It always makes me smile when I read articles about content marketing which aren’t addressing any marketing manager I’ve ever met: i.e. the type of person who’s usually unsuccessfully trying to shoehorn a couple of hours of original writing into their weekly job schedule.
One article recently referred to a company’s ‘content marketing teams’. That’s right – it was assuming the reader was not only doing this full time, but was part of a team of people all doing this full time, and that team was not the only one at the company.
Companies which can devote many hundreds of hours a week to something like content marketing, with many people involved, clearly exist, although I’ve never worked with one. And most people who write content about content marketing are probably angling to get consultancy work at these sorts of businesses, so they won’t be interested in you or I. However, there are some occasional useful tips we can get from listening into their rarefied conversations.
There’s an example here. The article was created to promote a conference about content marketing, and asked industry experts to comment on the subject*. While most of the submissions aren’t going to make you drop your bacon sandwich, it’s an example of the sort of content which you can skim through and – just maybe – find something which at least makes you think. We should all be reading around the different parts of what we do for a living, even when most of what’s published is a long way from the world we inhabit.
(*Asking people for tips and combining them to make an article is a great way to create useful ‘content’, by the way, because who wouldn’t want to offer something good in exchange for being listed as an industry expert? Maybe you could create something similar from people you know, including customers!)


> **YOUR GOAL**:
In the entries below, identify every line with the string "shear" and copy it.

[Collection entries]
/---

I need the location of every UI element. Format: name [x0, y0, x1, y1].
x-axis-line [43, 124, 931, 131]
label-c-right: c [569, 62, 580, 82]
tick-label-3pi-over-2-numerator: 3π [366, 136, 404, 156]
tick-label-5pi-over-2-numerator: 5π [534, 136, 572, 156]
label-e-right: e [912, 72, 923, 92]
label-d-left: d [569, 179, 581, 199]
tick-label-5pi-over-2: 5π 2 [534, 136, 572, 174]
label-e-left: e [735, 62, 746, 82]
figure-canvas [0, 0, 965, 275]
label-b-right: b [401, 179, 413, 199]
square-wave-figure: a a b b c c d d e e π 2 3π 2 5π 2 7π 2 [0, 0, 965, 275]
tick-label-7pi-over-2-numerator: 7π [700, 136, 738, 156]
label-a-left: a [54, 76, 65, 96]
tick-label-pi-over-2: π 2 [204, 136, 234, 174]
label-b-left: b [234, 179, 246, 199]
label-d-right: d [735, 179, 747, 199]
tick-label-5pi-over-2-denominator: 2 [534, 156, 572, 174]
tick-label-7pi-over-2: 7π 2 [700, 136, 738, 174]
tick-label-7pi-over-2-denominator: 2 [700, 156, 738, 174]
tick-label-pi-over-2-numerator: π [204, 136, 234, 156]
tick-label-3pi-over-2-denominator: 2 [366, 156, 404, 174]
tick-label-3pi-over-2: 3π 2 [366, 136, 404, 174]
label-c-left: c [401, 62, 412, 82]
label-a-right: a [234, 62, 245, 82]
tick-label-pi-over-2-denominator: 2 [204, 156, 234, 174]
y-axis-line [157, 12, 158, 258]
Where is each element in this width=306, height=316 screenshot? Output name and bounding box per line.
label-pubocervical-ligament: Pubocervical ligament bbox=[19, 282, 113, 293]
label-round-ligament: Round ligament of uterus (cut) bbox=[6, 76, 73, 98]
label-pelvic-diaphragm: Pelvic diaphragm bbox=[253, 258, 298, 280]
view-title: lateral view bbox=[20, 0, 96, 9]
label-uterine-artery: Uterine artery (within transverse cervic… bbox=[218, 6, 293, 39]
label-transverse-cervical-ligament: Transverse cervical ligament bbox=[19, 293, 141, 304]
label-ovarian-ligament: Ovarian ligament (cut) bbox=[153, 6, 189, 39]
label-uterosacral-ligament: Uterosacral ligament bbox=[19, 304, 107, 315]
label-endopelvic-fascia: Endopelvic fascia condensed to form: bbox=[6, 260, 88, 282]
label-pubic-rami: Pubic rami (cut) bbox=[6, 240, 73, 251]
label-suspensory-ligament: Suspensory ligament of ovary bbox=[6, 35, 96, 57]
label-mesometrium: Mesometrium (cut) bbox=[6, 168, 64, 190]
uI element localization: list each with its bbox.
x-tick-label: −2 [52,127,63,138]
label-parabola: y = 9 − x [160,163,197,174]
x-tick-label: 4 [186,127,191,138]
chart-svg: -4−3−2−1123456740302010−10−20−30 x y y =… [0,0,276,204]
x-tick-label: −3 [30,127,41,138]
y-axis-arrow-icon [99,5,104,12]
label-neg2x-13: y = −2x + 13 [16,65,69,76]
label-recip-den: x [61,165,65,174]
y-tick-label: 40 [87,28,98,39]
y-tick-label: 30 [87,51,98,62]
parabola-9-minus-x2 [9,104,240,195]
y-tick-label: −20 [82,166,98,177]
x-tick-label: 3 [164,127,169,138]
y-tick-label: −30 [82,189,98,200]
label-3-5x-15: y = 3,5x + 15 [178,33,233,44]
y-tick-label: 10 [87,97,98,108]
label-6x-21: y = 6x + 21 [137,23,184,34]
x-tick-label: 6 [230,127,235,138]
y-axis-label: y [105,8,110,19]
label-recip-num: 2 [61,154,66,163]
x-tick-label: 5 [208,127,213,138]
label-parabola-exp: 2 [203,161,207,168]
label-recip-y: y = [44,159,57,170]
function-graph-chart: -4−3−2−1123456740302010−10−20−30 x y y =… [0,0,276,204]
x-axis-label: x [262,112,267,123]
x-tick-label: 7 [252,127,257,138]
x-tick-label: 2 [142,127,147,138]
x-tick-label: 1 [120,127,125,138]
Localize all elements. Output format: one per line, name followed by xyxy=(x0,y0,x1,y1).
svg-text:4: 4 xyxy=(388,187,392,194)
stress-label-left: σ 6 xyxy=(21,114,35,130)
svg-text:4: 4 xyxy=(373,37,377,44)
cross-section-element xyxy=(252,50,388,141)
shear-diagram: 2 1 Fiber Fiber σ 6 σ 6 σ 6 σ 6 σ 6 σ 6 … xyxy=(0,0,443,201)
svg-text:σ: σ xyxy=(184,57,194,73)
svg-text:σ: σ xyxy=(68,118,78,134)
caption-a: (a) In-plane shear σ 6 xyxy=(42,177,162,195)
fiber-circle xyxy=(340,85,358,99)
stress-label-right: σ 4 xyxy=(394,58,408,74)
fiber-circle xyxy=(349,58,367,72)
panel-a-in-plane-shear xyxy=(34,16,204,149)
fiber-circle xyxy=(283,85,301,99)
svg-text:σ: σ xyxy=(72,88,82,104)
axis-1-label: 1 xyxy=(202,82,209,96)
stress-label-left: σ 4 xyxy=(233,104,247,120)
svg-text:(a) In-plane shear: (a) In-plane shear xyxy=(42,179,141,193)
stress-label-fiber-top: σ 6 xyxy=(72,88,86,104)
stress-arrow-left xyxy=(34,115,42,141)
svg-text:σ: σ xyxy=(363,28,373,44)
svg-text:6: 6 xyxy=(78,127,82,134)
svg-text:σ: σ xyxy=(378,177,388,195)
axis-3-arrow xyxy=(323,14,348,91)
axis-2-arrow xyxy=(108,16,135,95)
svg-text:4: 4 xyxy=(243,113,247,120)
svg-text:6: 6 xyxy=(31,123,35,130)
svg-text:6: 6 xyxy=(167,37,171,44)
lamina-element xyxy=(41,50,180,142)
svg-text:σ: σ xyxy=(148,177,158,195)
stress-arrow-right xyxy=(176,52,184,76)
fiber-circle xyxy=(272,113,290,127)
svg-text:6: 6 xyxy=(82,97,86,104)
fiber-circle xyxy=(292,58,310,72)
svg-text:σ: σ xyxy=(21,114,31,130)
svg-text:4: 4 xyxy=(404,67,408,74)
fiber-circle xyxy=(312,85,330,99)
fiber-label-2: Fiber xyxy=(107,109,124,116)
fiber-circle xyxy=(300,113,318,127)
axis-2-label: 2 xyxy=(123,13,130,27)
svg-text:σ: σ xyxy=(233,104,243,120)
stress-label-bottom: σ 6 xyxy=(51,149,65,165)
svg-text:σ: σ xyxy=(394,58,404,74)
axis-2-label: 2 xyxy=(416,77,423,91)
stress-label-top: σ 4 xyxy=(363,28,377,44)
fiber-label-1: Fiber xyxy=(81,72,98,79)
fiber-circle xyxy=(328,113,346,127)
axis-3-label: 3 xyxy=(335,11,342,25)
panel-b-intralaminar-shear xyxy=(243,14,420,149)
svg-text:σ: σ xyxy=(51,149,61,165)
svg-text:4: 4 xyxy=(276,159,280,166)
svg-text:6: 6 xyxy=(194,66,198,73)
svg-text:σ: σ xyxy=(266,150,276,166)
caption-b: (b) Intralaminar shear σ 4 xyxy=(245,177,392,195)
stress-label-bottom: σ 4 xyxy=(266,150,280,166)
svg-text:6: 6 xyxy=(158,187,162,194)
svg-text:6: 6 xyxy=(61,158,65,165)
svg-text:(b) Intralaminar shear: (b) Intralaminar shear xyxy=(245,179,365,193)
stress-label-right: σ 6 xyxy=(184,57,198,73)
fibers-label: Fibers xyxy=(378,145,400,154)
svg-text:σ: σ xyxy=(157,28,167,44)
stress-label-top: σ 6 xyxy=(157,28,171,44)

\---
/---

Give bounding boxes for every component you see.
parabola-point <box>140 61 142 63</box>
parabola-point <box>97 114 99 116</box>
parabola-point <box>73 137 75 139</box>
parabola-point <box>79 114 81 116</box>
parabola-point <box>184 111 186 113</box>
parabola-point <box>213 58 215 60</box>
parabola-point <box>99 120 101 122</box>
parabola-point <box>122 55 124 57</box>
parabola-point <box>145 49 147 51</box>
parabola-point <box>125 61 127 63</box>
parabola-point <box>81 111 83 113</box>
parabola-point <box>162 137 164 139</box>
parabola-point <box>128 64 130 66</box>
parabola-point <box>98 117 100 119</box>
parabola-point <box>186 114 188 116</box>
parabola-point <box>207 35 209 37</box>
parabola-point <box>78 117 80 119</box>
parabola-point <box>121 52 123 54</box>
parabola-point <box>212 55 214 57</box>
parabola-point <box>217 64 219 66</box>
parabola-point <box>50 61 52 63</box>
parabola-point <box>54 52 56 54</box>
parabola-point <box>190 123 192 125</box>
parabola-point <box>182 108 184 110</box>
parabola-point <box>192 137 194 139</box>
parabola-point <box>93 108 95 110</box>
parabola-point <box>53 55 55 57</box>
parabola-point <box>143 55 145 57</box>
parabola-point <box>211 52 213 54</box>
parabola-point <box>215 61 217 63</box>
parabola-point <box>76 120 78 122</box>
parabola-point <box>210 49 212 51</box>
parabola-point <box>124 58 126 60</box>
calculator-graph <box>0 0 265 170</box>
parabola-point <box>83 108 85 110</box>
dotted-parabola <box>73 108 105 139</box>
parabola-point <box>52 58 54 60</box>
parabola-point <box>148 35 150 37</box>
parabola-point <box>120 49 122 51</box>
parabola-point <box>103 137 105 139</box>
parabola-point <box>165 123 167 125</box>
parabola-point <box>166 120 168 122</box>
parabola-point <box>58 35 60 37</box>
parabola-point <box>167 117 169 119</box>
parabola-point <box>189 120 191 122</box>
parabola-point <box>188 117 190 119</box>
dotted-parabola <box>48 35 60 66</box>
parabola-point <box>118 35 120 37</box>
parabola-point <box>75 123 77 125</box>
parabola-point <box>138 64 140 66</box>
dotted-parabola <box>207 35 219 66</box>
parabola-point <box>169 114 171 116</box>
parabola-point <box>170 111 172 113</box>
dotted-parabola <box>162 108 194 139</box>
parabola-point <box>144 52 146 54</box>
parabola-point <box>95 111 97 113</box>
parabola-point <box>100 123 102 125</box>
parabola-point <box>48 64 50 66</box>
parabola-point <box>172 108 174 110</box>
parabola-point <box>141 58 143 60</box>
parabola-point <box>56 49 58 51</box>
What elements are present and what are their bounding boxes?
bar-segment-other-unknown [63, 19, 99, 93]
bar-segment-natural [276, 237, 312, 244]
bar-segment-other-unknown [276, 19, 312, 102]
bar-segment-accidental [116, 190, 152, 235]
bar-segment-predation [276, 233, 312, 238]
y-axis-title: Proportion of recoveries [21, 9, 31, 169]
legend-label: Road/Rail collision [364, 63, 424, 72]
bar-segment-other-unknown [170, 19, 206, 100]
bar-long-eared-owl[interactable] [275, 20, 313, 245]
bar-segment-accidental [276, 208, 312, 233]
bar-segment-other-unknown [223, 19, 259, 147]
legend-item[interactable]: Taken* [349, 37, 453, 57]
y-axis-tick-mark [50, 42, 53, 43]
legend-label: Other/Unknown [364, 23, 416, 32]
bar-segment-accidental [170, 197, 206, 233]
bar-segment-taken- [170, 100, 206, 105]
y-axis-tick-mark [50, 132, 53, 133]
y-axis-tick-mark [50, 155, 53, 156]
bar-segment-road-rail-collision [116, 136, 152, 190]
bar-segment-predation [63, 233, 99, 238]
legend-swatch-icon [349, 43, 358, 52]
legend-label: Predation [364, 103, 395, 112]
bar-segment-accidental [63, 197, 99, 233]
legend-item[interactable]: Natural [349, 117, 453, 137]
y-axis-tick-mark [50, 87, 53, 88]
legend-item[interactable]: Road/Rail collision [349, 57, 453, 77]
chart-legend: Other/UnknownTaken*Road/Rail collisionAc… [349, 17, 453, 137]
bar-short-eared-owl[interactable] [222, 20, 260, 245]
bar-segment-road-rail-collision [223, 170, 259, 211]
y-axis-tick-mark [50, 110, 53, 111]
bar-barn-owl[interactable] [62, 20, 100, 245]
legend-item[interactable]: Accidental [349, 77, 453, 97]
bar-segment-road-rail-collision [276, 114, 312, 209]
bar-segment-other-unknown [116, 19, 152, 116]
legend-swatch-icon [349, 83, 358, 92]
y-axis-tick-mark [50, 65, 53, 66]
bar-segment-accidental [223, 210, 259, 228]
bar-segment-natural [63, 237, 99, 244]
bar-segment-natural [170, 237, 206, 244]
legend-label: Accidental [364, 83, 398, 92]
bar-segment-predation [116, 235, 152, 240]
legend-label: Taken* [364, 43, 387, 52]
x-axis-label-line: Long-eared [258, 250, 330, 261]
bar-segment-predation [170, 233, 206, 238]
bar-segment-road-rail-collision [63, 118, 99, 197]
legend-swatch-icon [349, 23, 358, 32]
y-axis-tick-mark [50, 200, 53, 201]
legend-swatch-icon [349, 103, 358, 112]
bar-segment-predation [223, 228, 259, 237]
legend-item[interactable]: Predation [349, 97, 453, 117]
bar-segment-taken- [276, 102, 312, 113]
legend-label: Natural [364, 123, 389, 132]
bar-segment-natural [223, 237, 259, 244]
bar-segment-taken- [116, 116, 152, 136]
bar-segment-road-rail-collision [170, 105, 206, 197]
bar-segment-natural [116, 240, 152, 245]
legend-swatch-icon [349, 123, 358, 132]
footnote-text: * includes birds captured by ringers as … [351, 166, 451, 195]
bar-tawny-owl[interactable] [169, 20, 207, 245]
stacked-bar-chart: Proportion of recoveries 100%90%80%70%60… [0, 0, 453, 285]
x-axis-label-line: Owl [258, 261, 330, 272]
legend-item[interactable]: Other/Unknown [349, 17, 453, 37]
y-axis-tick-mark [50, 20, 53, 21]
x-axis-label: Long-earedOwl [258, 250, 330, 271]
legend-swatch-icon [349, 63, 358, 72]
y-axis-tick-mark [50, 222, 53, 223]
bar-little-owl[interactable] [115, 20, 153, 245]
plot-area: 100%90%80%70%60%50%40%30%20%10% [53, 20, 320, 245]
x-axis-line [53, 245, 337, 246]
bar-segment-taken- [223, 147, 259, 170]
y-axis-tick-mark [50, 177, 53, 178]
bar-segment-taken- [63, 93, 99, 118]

\---

> **SOLUTION TO THE PROBLEM**:
shear-diagram: 2 1 Fiber Fiber σ 6 σ 6 σ 6 σ 6 σ 6 σ 6 … xyxy=(0,0,443,201)
caption-a: (a) In-plane shear σ 6 xyxy=(42,177,162,195)
panel-a-in-plane-shear xyxy=(34,16,204,149)
svg-text:(a) In-plane shear: (a) In-plane shear xyxy=(42,179,141,193)
panel-b-intralaminar-shear xyxy=(243,14,420,149)
caption-b: (b) Intralaminar shear σ 4 xyxy=(245,177,392,195)
svg-text:(b) Intralaminar shear: (b) Intralaminar shear xyxy=(245,179,365,193)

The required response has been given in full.